Thursday, 11 February 2016

Visual Response initial ideas

When we were first presented with the task to keep a visual journal I really wasn't sure what I was supposed to be putting in it. I knew we weren't supposed to just be illustrating our essay, but I was a bit confused as to how else I would respond visually to the module??

I admit I hadn't really done much in the way of visual response, apart from a couple of quick sketches when we needed to have done some drawings for a crit. From my initial essay research, when choosing my images, I immediately noted the wealth of misogynistic American Apparel adverts:







Many of them over-sexualise the models in order to sell their products. From looking at Berger's theories for my essay, I could clearly note the idea that the female form was being presented for a male spectator, even if the products were advertising products aimed at females??!! The logic here is insane.

For example, these two, about scrunchies and mini-skirts. Both items that are primarily marketed towards women, for women, and yet the adverts show women in compromising and sexual positions aimed at men. Even female products were targeted towards men.

So for my visual response, my first major idea was to create a sort of anti-campaign for American Apparel, a satire that puts men in these overly sexual positions to show how ridiculous they are:





However, when we had out first feedback session about our visual responses after we'd handed in our essay, Fred pointed out that there wasn't a lot of room for development with this and also that we don't need to have finished outcomes.

So he helped me start developing some new ideas:
  • Gender-specific poses/postures: how men and women sit and stand, perhaps in comparison to advertising
  • Simplifying/reducing down images of men and women in advertising to just their clothes - how little women wear in comparison to men - i.e. in the American Apparel adverts

For example:


These two are both examples of how advertisers and the media will portray women with fewer clothes - the shirt does not need to be advertised that way on a female model, the male model isn't posing like that.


=== Aim of the exercise ===
Set the listing down again in full, word for word, with the pictures left out.
#### Task inputs
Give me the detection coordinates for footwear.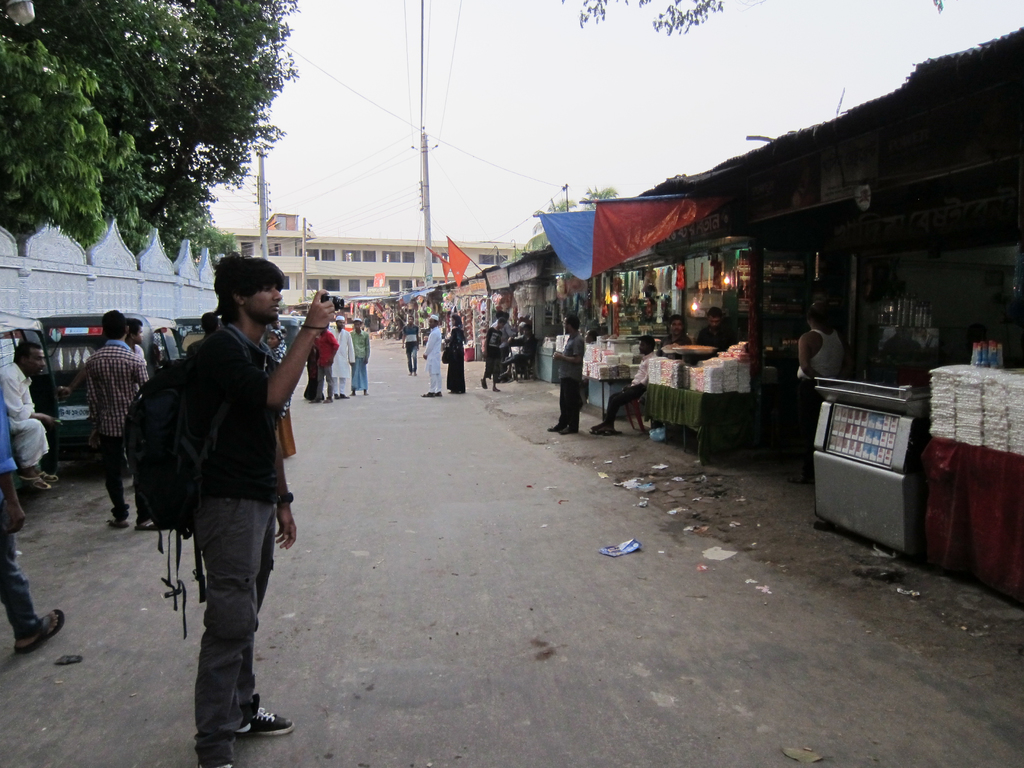
pyautogui.locateOnScreen(564, 421, 574, 436).
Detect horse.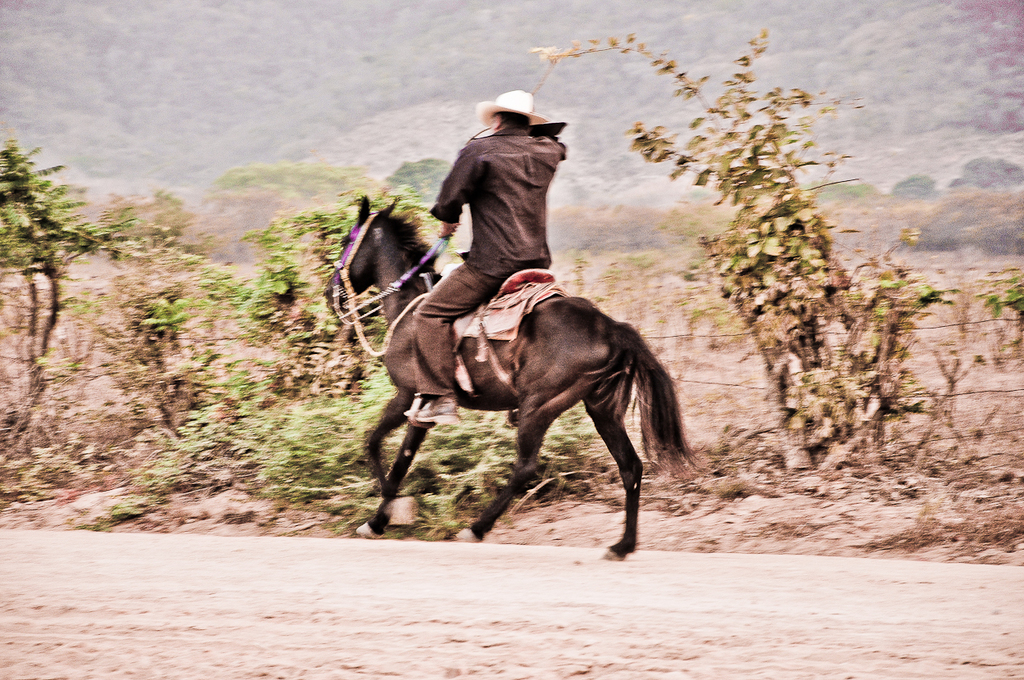
Detected at (321, 188, 696, 561).
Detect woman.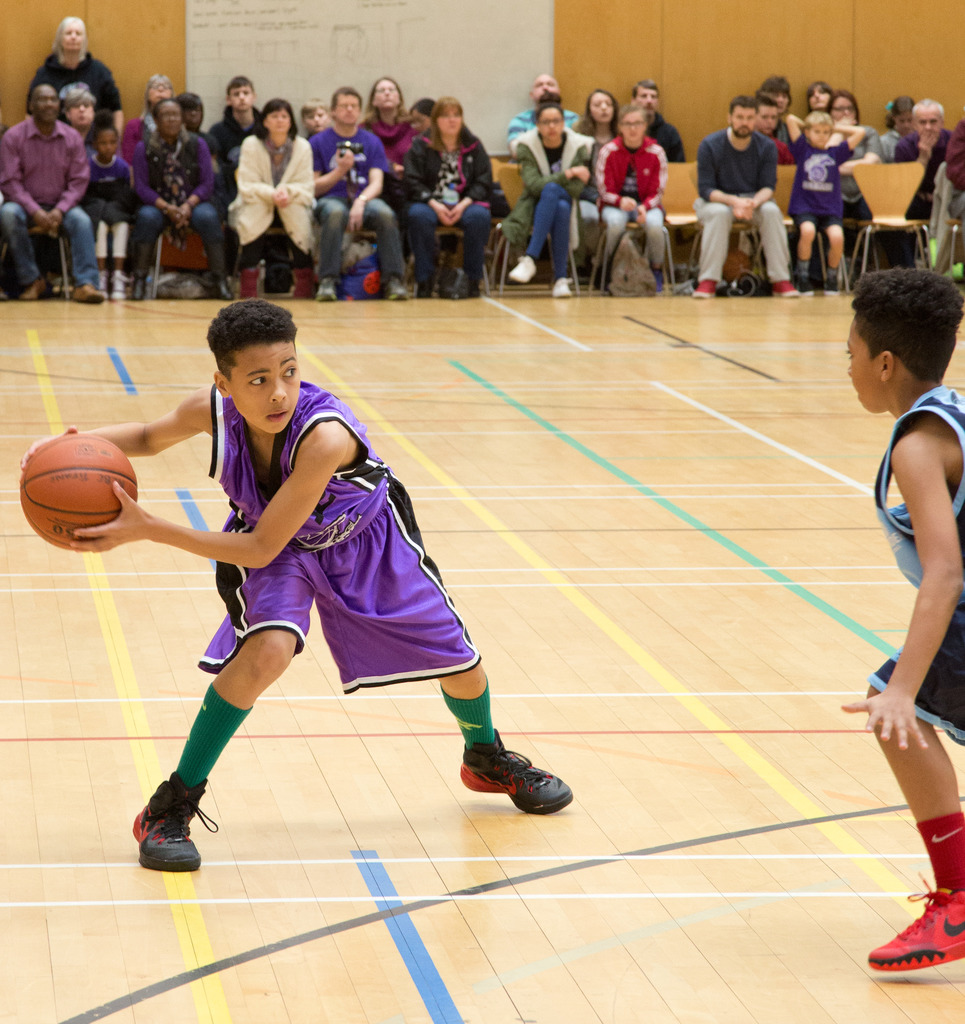
Detected at [402, 94, 495, 299].
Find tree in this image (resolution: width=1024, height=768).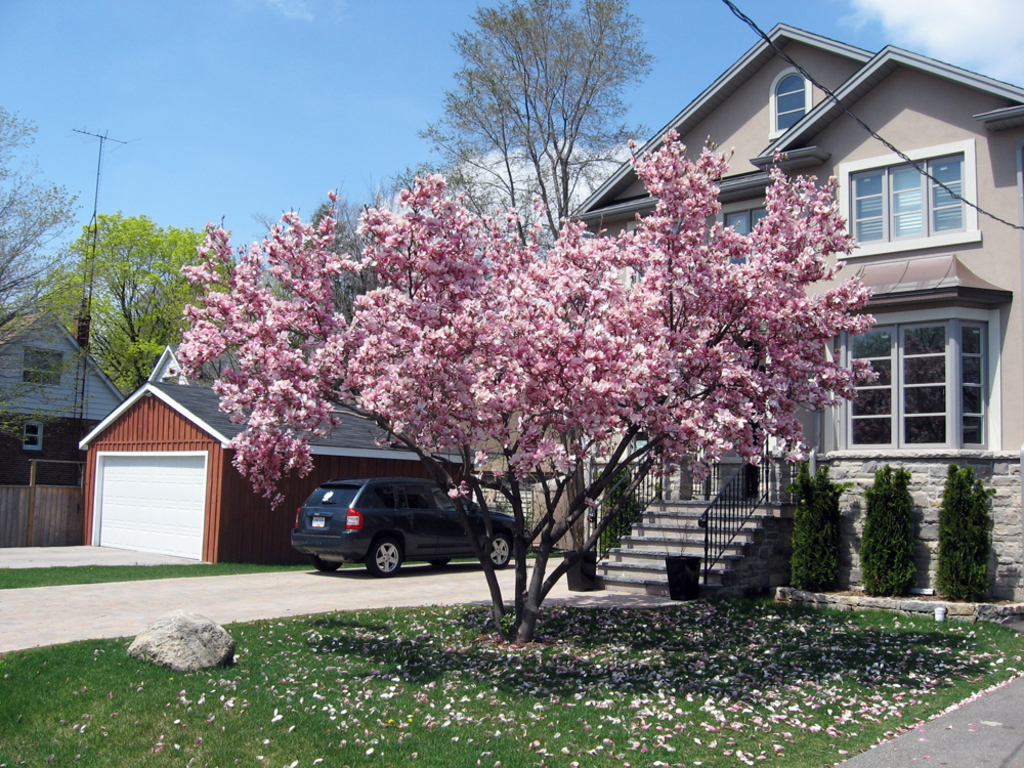
bbox=[170, 173, 876, 645].
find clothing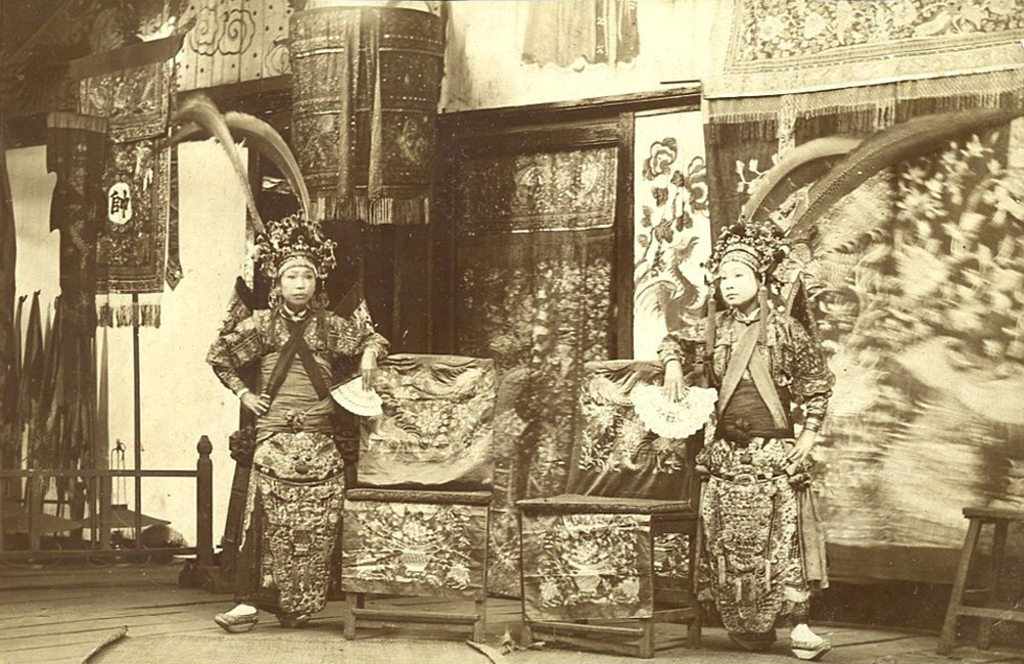
{"x1": 204, "y1": 275, "x2": 384, "y2": 609}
########
=== Answer below ===
Give me the detection coordinates for footwear.
pyautogui.locateOnScreen(564, 421, 574, 436).
Detect horse.
Detected at (321, 188, 696, 561).
Detect woman.
Detected at [402, 94, 495, 299].
Find tree in this image (resolution: width=1024, height=768).
bbox=[170, 173, 876, 645].
find clothing
{"x1": 204, "y1": 275, "x2": 384, "y2": 609}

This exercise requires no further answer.